Robert Norman
04-27-2015, 6:57 PM
I had a couple hours yesterday between storms and dad duties to give this a shot on some scrap wood. Being my first attempt ever at anything with truly critical tolerances I fully expected to make kindling. So I started with a 2x4 scrap of the infamous borg whitewood. I used mainly the ideas from John Whelan's book and the LN DVD by Larry Williams, which I obviously need to watch again.
The main ideas were to:
1. have some dang fun
2. figure out any hindrance with my current (limited) tool set
3. learn like I do best -- the hard way
So I started with this iron:
312424
It's 1" and I have a 1" hollow to pair with, which I also used to copy dimensions from. I like the design but failed to notice that it's a fat 3/16" thick, as opposed to 1/8. I cut the mouth at 3/16 per the book and on-hand hollow failing to notice the extra thickness. So having squared the donor wood I laid out the mortise, bed and mouth and cut the relief area first. I did pretty well on the layout, not so hot on actually following them! The book suggests cutting the bed and mouth on a table saw. I'm not comfortable with that on my little dewalt so I sawed by hand.
312425
The cuts weren't terrible by my standards, but here's where a jig is a necessity. the junk in there is shavings from test fittings and fiddling with wedge and bed tuning. The mortise on the other hand was terrible. I'll be working on that on more scrap.
312426
Remember how I said the iron was thicker than expected, by opening the mouth more with a float I got the expected result of ruining it. I've seen a lot of old planes with this blowout as well, probably from people doing the exact same thing and not correcting the true problem with choking.
312427
Here are the 2 paired up
312428
The plane actually functions so I know this is something I can do, just not very well yet. But I did accomplish the goals of learning what went wrong and what to do better and that I don't need stuff, I need practice. And to watch Larry Williams' DVD again and to learn when I'm rushing something to stop. I'm only at this for a year now for a couple hours a month at best but the biggest lesson to date is to stop when I'm about to half ass something and ruin hours of good work.
I will finish this one this week too see what other dangers lurk in the chamfering, wedge finial shaping etc.. but it was fun to at least having taken that first step on a journey of a 1,000 miles.
The main ideas were to:
1. have some dang fun
2. figure out any hindrance with my current (limited) tool set
3. learn like I do best -- the hard way
So I started with this iron:
312424
It's 1" and I have a 1" hollow to pair with, which I also used to copy dimensions from. I like the design but failed to notice that it's a fat 3/16" thick, as opposed to 1/8. I cut the mouth at 3/16 per the book and on-hand hollow failing to notice the extra thickness. So having squared the donor wood I laid out the mortise, bed and mouth and cut the relief area first. I did pretty well on the layout, not so hot on actually following them! The book suggests cutting the bed and mouth on a table saw. I'm not comfortable with that on my little dewalt so I sawed by hand.
312425
The cuts weren't terrible by my standards, but here's where a jig is a necessity. the junk in there is shavings from test fittings and fiddling with wedge and bed tuning. The mortise on the other hand was terrible. I'll be working on that on more scrap.
312426
Remember how I said the iron was thicker than expected, by opening the mouth more with a float I got the expected result of ruining it. I've seen a lot of old planes with this blowout as well, probably from people doing the exact same thing and not correcting the true problem with choking.
312427
Here are the 2 paired up
312428
The plane actually functions so I know this is something I can do, just not very well yet. But I did accomplish the goals of learning what went wrong and what to do better and that I don't need stuff, I need practice. And to watch Larry Williams' DVD again and to learn when I'm rushing something to stop. I'm only at this for a year now for a couple hours a month at best but the biggest lesson to date is to stop when I'm about to half ass something and ruin hours of good work.
I will finish this one this week too see what other dangers lurk in the chamfering, wedge finial shaping etc.. but it was fun to at least having taken that first step on a journey of a 1,000 miles.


- **YOUR INSTRUCTIONS**
Look for the word "into". Copy every line of the listing where it occurs.

- **GIVEN ENTRIES**

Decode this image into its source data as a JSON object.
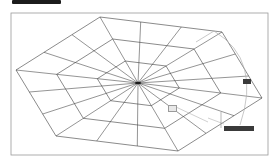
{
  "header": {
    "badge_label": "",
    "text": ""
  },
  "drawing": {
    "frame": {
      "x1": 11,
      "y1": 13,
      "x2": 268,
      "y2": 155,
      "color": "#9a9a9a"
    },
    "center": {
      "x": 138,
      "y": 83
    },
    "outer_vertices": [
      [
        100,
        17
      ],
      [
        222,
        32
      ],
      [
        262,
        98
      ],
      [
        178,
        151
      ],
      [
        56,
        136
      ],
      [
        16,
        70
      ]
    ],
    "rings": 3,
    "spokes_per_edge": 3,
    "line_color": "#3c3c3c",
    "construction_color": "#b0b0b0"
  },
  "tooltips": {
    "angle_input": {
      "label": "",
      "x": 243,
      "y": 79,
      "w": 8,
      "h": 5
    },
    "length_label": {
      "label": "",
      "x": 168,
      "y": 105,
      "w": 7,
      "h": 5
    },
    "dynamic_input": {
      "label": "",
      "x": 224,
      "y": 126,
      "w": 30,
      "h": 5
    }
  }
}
==
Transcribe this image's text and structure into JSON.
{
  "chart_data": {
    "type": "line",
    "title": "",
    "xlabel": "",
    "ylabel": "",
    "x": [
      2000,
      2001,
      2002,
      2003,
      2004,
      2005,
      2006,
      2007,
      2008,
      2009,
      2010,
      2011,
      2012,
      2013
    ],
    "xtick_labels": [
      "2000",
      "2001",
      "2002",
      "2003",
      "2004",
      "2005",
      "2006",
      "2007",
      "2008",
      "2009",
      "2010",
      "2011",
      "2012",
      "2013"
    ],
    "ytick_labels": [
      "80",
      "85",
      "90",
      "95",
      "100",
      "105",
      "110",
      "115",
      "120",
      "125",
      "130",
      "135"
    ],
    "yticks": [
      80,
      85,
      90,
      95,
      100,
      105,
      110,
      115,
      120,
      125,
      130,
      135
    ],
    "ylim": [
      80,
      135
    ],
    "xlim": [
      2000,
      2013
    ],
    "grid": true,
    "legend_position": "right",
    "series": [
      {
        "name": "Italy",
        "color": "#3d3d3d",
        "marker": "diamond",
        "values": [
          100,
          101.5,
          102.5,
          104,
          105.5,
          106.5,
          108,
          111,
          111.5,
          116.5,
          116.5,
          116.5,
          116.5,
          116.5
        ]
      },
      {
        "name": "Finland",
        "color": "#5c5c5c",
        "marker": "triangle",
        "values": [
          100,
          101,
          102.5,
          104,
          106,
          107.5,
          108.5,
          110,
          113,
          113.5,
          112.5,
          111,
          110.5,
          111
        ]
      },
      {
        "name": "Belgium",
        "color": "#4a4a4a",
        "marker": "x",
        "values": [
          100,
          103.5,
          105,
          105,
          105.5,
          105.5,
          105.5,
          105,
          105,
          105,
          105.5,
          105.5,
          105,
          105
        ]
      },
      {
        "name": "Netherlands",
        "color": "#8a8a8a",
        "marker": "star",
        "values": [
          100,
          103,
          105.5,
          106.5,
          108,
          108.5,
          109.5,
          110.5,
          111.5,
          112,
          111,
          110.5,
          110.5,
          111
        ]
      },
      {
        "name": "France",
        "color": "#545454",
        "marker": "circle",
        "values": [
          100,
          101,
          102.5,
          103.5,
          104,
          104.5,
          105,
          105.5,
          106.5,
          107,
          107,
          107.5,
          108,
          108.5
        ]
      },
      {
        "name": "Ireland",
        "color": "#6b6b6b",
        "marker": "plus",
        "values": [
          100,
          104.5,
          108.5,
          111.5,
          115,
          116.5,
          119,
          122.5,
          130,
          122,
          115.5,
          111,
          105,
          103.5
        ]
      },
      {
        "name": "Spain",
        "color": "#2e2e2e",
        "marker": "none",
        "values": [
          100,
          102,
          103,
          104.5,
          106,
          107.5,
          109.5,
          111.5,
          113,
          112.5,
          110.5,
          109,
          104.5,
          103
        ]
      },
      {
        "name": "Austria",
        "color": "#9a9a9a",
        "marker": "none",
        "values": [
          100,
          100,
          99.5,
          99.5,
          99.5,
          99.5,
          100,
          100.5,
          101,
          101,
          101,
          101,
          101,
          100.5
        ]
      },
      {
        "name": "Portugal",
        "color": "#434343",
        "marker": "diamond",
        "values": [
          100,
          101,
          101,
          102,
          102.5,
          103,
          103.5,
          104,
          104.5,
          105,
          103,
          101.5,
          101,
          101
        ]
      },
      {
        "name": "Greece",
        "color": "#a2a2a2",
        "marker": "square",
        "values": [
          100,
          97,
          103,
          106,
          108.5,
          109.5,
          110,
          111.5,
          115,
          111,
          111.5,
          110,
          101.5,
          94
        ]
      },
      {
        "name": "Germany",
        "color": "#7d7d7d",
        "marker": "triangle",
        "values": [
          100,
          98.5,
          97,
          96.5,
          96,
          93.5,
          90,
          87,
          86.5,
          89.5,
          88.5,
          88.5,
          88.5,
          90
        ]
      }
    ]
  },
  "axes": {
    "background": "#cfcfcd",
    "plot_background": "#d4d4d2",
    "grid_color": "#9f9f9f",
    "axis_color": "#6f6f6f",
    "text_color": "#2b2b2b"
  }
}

- **SOLUTION FOR THIS PROBLEM**
Decode this image into its source data as a JSON object.
Transcribe this image's text and structure into JSON.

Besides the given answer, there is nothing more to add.